In my current role as a public safety reporter, hardly a week goes by where there is not a murder-suicide. The most recent was an elderly couple. She was in terminal, failing and painful health; he wanted her pain to end, and his own.

That almost seems understandable. My own parents, one in the late stages of Alzheimer's, the other enduring painful arthritis and failing eyesight, might be such a couple but for their enduring love for each other and trust in God. Faith sustains them, helps them endure, and trust that their time will come when it supposed to -- by His hand, not their own.
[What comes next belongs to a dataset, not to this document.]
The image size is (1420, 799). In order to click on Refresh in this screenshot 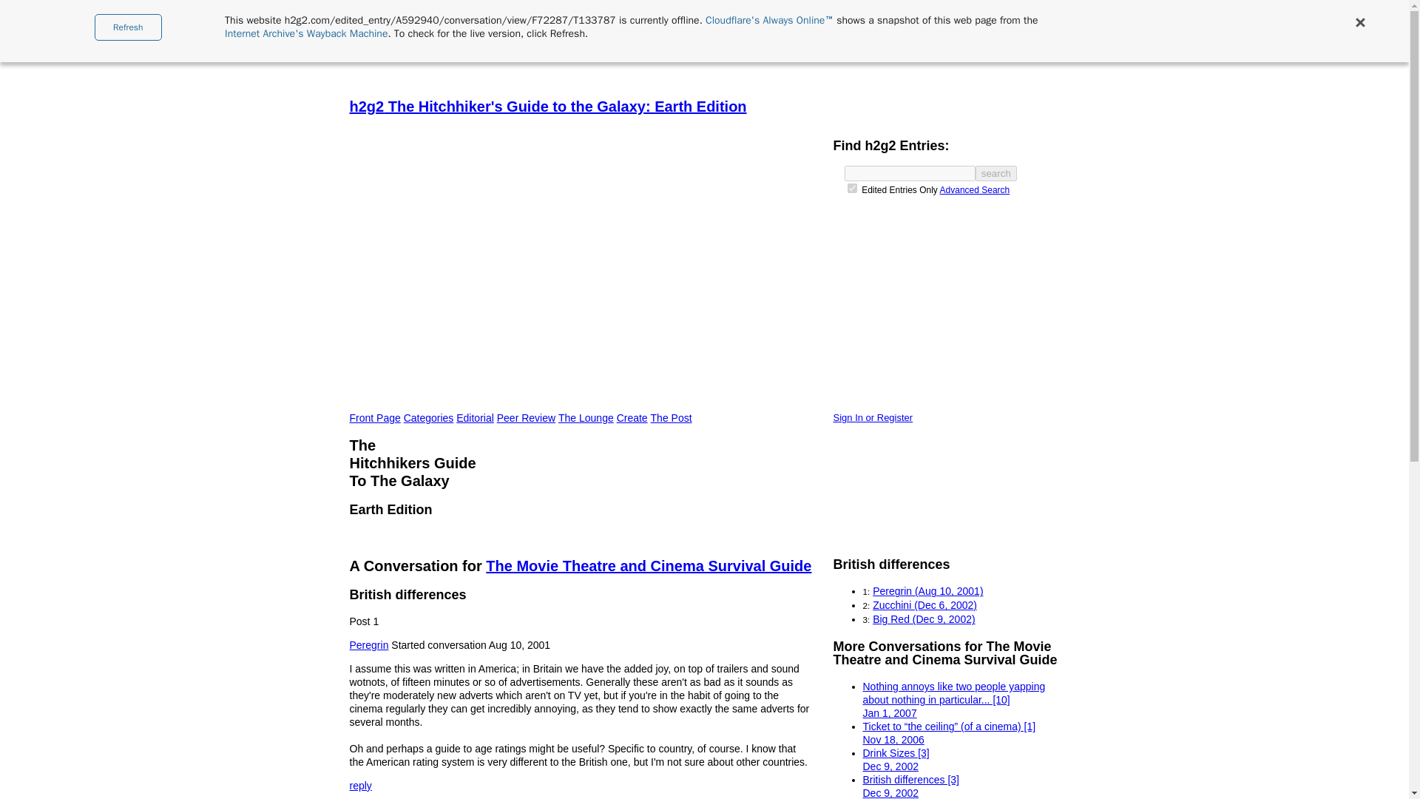, I will do `click(128, 27)`.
To this day, I am convinced Ken could have been helped. But in the sad equation of his life, he refused to do the therapy, take the drugs, and he had lost faith. Perhaps he was not capable, at that point, of reaching out for help. I don't know; and I will not judge.
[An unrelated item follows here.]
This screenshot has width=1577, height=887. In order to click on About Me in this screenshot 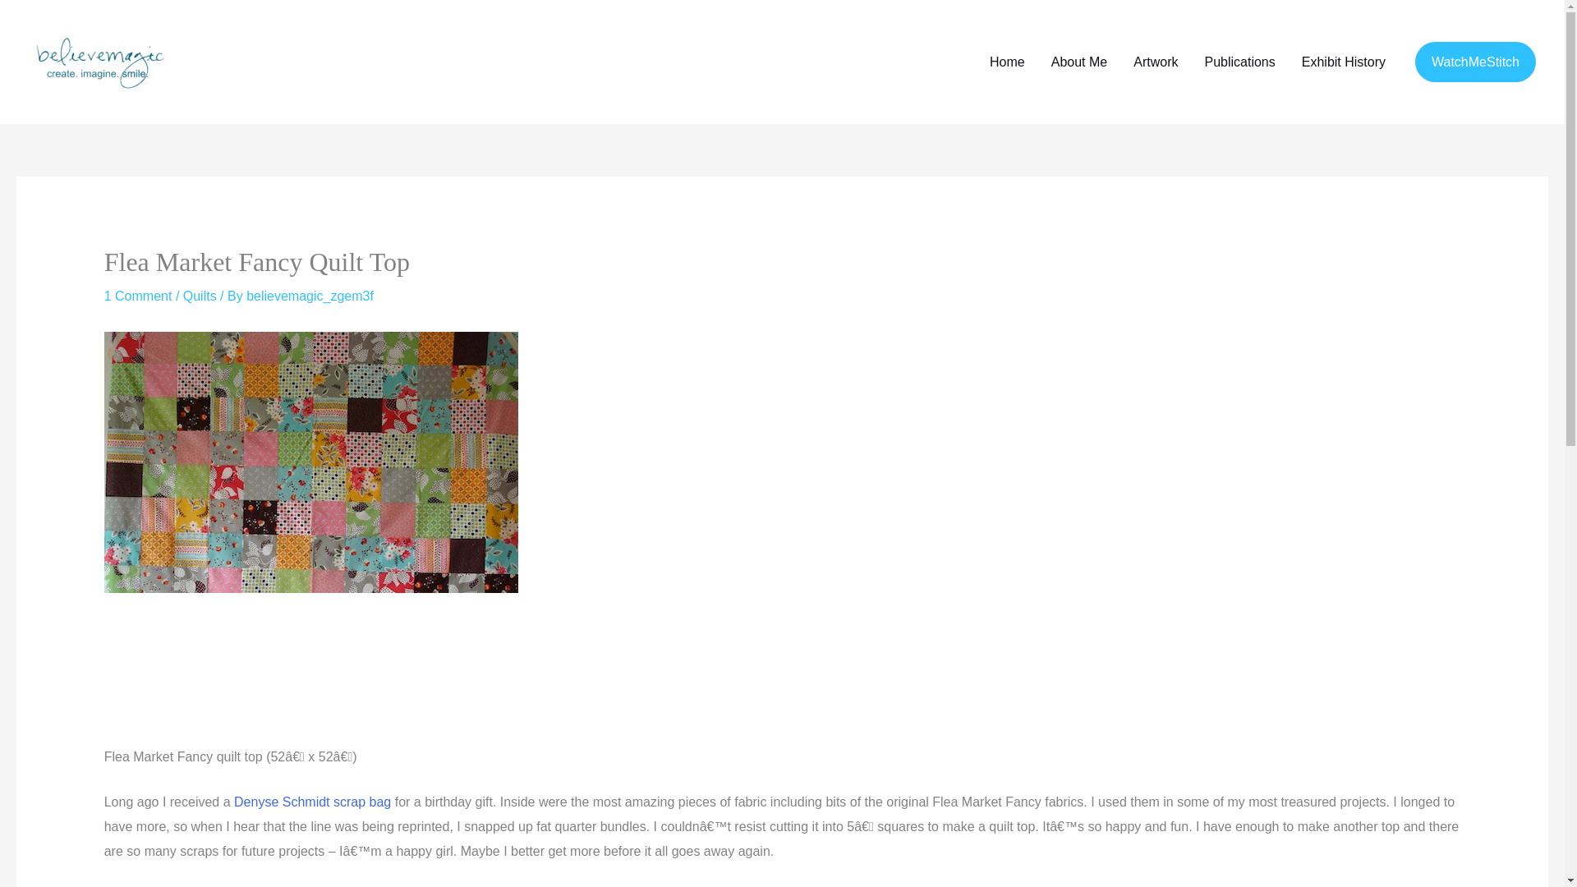, I will do `click(1078, 61)`.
But I still miss my friend.

This year, suicide also touched the life of internationally known pastor Rick Warren, of the Saddleback Church and "Purpose Driven Life" fame. His youngest son took his own life.
How this man of faith, along with his remaining family are dealing with this at Thanksgiving time is poignant, and faith- and life-affirming. In a piece requested by Time Magazine, we wrote in part:

"This year became the worst year of my life when my youngest son, who’d struggled since childhood with mental illness, took his own life. How am I supposed be thankful this Thanksgiving? When your heart’s been ripped apart, you feel numb, not grateful.

"And yet the Bible tells us "Give thanks IN all circumstances . . . ." The key is the word “in.” God doesn’t expect me to be thankful FOR all circumstances, but IN all circumstances."

Warren goes on with this list what he is thankful for this season. Here are some of them:

I’m thankful that, even though I don’t have all the answers, God does. In tragedy we seek explanations, but explanations never comfort. It is God’s presence that eases our pain.
 
I’m thankful for the hope of heaven. I won’t have to live with pain forever. In heaven, there are no broken relationships, broken minds, broken bodies, broken dreams, or broken promises.
 
I’m thankful for my church family.  ... in our darkest hour as a family, they gave all that love back in a split-second, the moment Kay and I returned to speak after a 16-week grief sabbatical.  We can handle anything with prayers and support like that.

I’m thankful that God can bring good even out of the bad in my life, when I give him the pieces. It’s his specialty. God loves to turn crucifixions into resurrections, and then benefit the whole world. God never wastes a hurt if we give it to him."